Time Zone Disruptions

Whenever you venture out of your time zone, it’s easy to disrupt your sleep patterns. Only an hour difference may make it a bit harder to slip into snoozing or to wake up in your new time zone. You’re not alone. Leaping across time zones and shaking up your structured day can lead often leads sleep deprivation. It can muddle your brain and reduce your ability to deal with stress, especially if you upend your routine with a time zone change of several hours, or worst scenario, flip day for night. The effects of jet lag have been dogging travelers forever but new studies show that daily or chronic sleep problems have far reaching and dramatic effects.

When Work Gets in the Way

Working on a project? If you’re sleep deprived, it’s often harder to hold onto your thoughts, to reference material, to recall things you were working on awhile ago. Long term memory is hobbled by sleep deprivation. Grey matter density is lost when you suffer from chronic insomnia and tests show that new information can only be remembered for a brief time. If you’re falling asleep at the keyboard, snoozing can revitalize you quickly.

The Importance of Snoozing

Snoozing, short naps under thirty minutes, are reported to help your immune system, your brain and reduce stress but longer sleep, four to five hours at night, leads to the most beneficial and deepest rest or REM sleep. Sleep deprivation can be the result of many things and depend on your age. Babies sleep deeply with far greater levels of REM sleep than adults. They enjoy REM sleep about 50% of the time while adults get only about 20%. Just because you may function decently on five hours of sleep doesn’t mean it’s the best thing for your health in the long run.

How to get more sleep when you’re on the go?

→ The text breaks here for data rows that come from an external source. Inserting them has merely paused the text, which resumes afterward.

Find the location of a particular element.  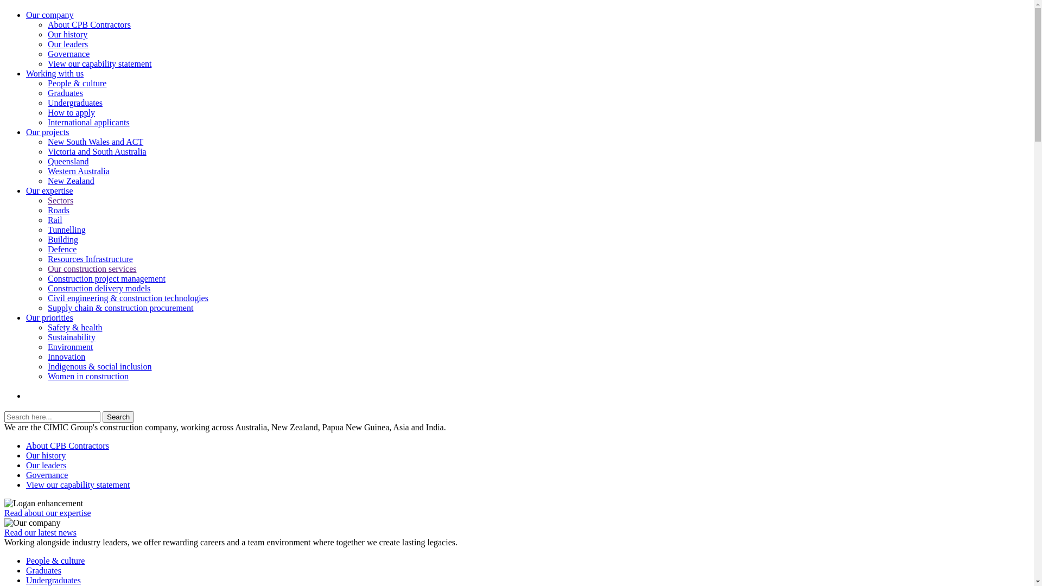

Women in construction is located at coordinates (88, 377).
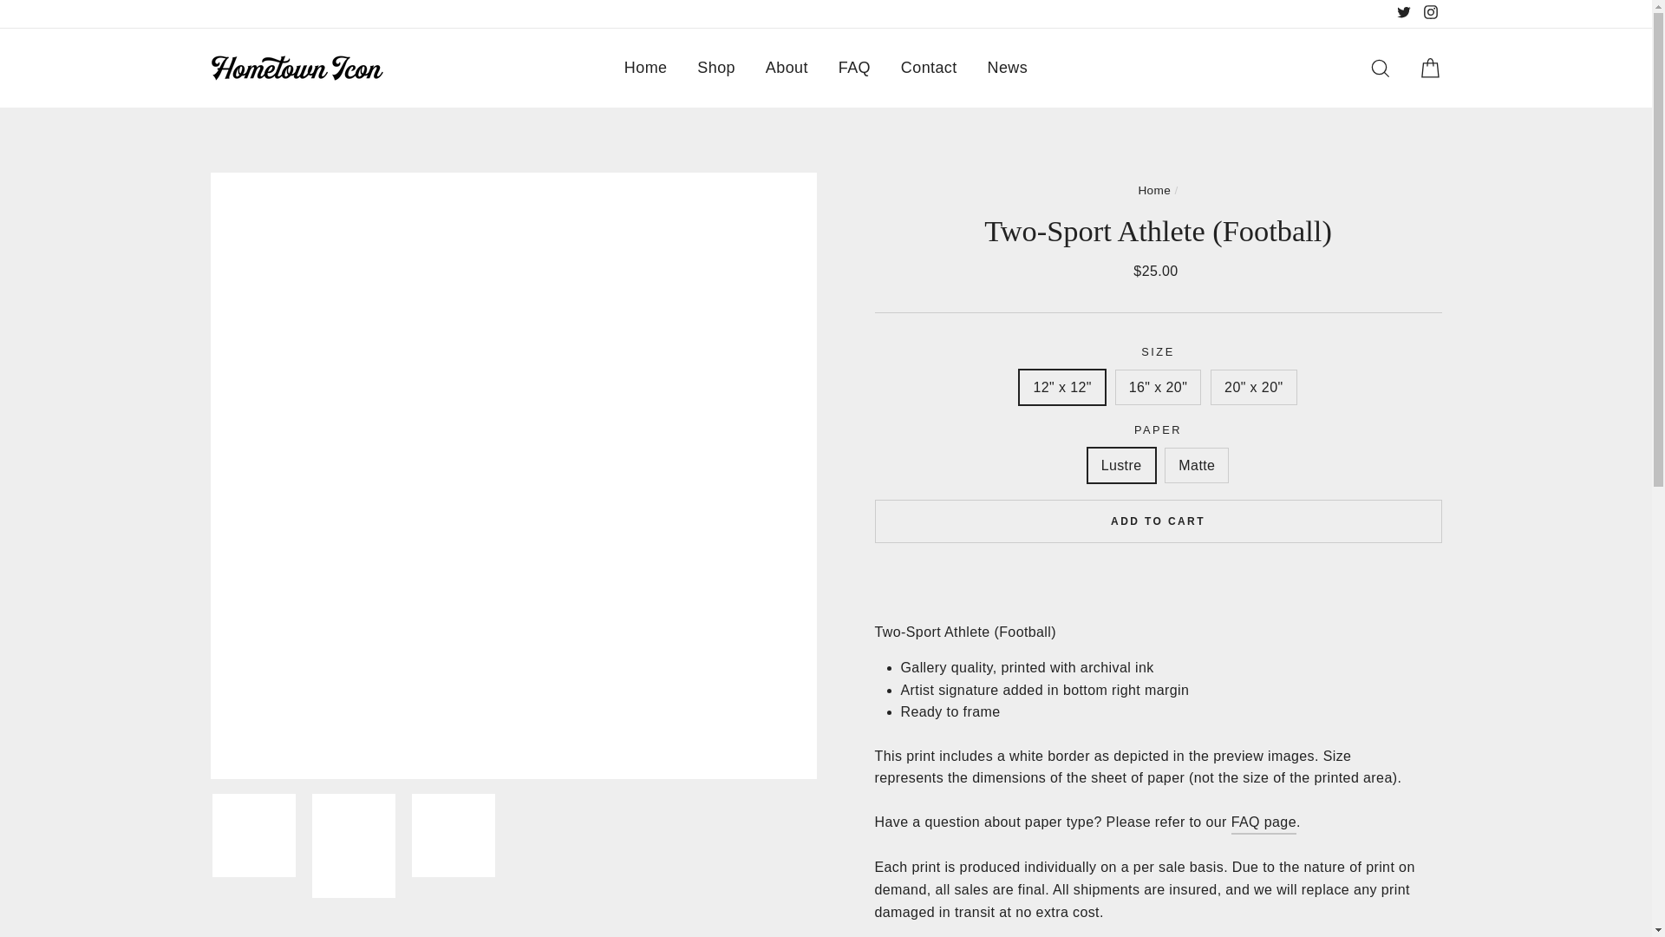 Image resolution: width=1665 pixels, height=937 pixels. Describe the element at coordinates (1429, 68) in the screenshot. I see `Cart` at that location.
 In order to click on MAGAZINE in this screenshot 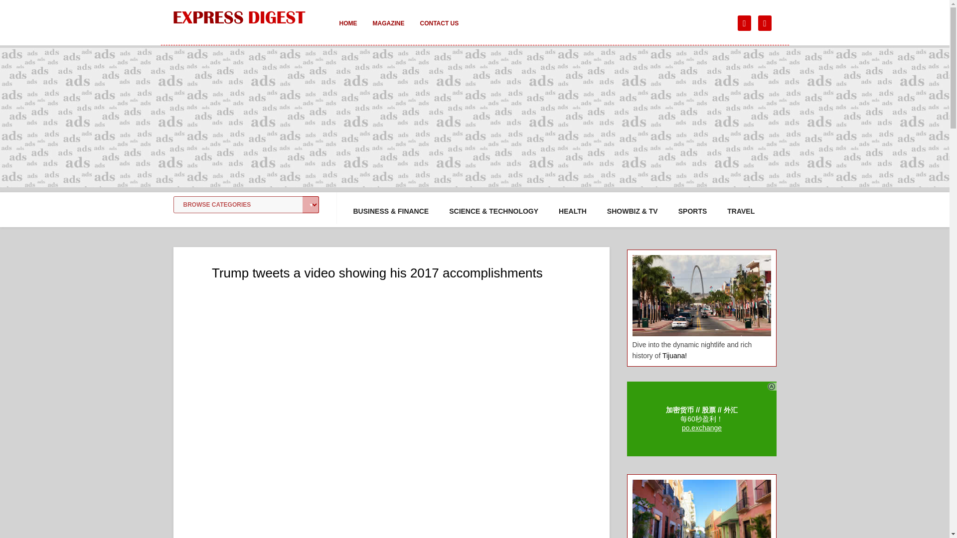, I will do `click(388, 30)`.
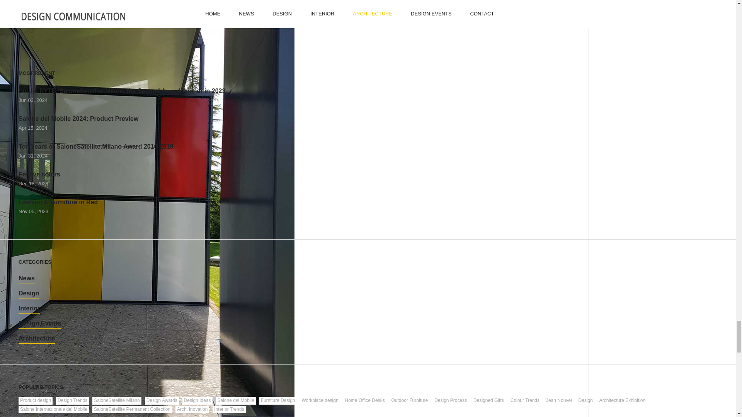 This screenshot has height=417, width=742. I want to click on Prev, so click(406, 7).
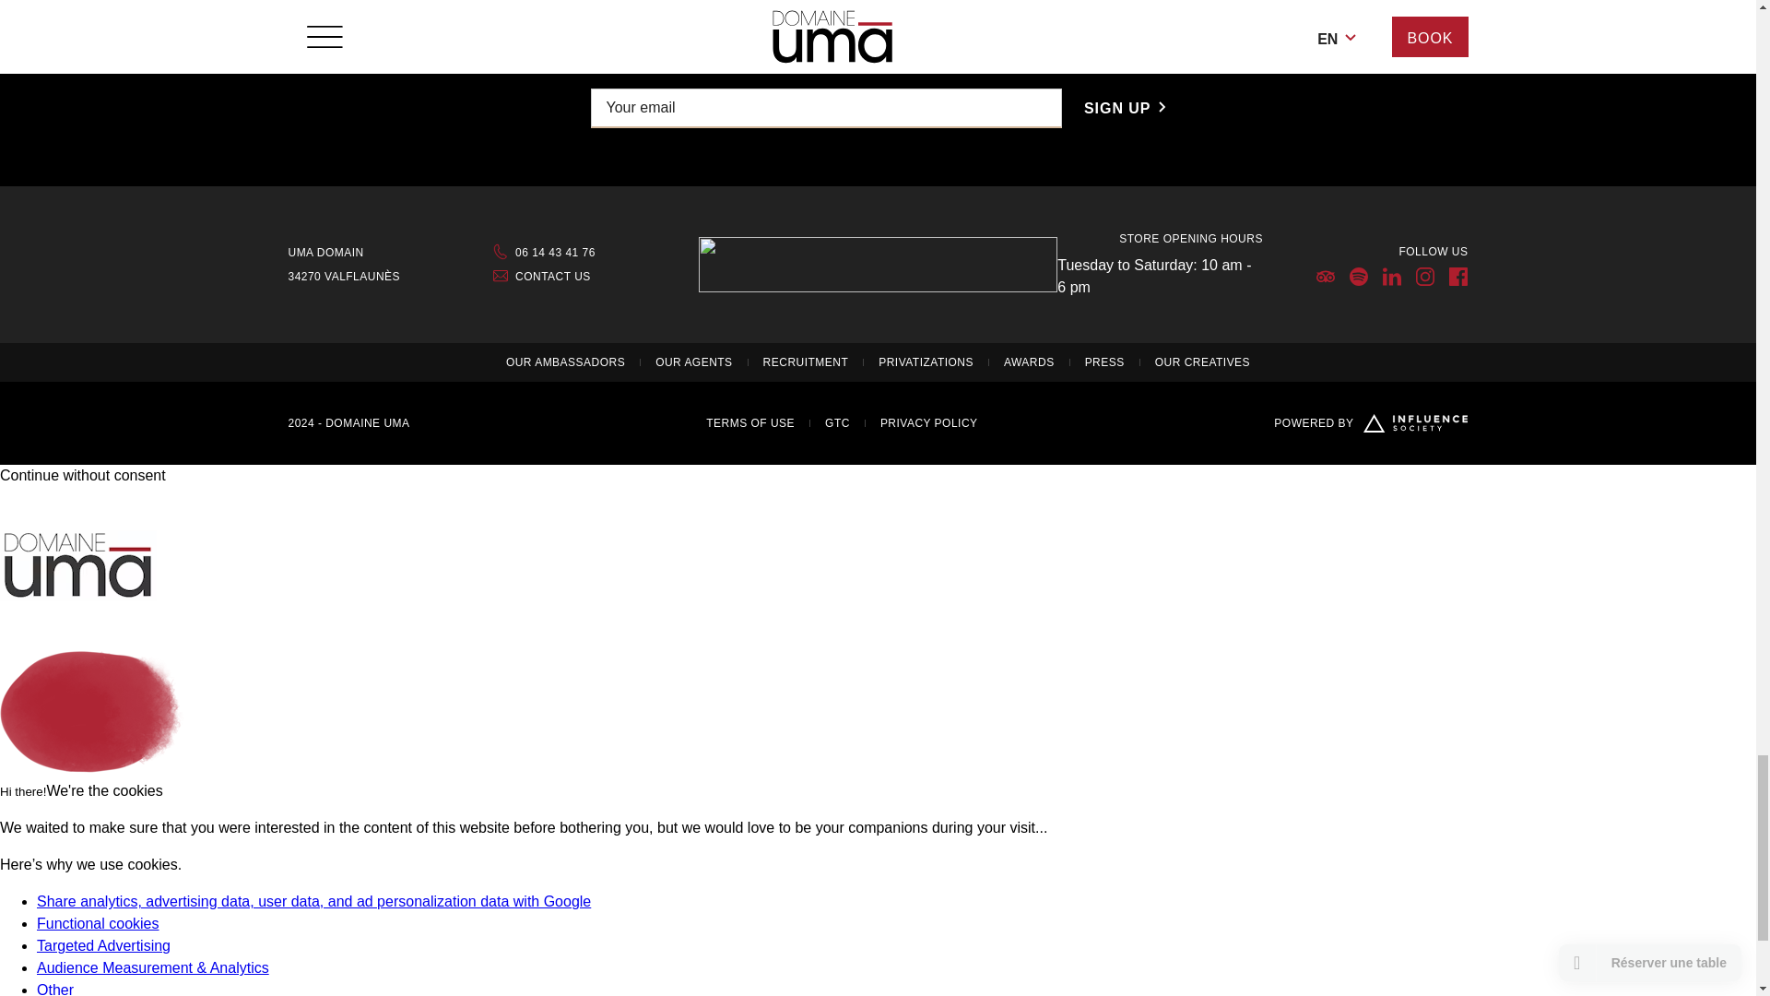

  • Consider taking a supplement – Melatonin, a natural hormone, is easy to carry and use on long flights and trips. If you’re in a Marijuana legal state, a micro-dose of THC tincture may help you get to and stay asleep. If you are in a legal state and need something slightly more powerful a Full Spectrum tincture may help.  Be sure to experiment before leaving home with a natural and reliable source like Colorado’s 43CBD.com*** I was given tinctures and salves to test but all opinions are my own.

  • Exercise – Warm up muscles and use light exercise to relax. Walk the airport concourse; pull over at a rest stop or park and stretch. Walk fast for at least 10 minutes to increase your heart rate and work tight muscles. Find out if your airport has a walking concourse. Some airports are installing Yoga rooms or meditation rooms where you can stretch.
  • Avoid alcohol close to bedtime – When it wears off in your system, you may suddenly awake or experience thirst and need to get up to use the bathroom, as well as other affects. Drinks with dinner and then give your system a few hours to work the alcohol out. Water helps.
  • Know your caffeine tolerance – Some of us can drink a cup of coffee with dinner and still sleep like a baby, others have to cut themselves off at noon. Either way resist the temptation to grab that latte if it’s past the best time for your physiology!
  • Stretch in bed. If you’re having trouble sleeping or getting to sleep, put a stack of pillows under your knees while laying on your back, or stretch your legs up the wall (scooting your bottom close to the wall) and sink into the pose. The weight of your legs into your hips and sacrum melts tension and is sleep-inducing.
  • Nap when you can and wake up gradually. Often travel demands that we contort into odd positions to sleep. Waking up and moving slowly will help you avoid kinks and sore muscles. Gradually work your spine, perhaps shifting from side to side and reaching up to get more space through your ribs.
  • Bring a comfortable travel pillow with you for long car trips and flights. Here’s a post about pillow options for snoozing.

Two other articles about traveling with CBD:

Leafwell: https://leafwell.co/blog/travelling-with-cbd-oil-heres-what-you-need-to-know/
Los Angeles Times: https://www.latimes.com/travel/story/2019-10-25/can-you-carry-cbd-plane-across-state-lines

These are just a few suggestions that you can add to your travel tool kit. Laying down on the job might just be the best thing you can do!

*** I was given tinctures and salves to test but all opinions are my own.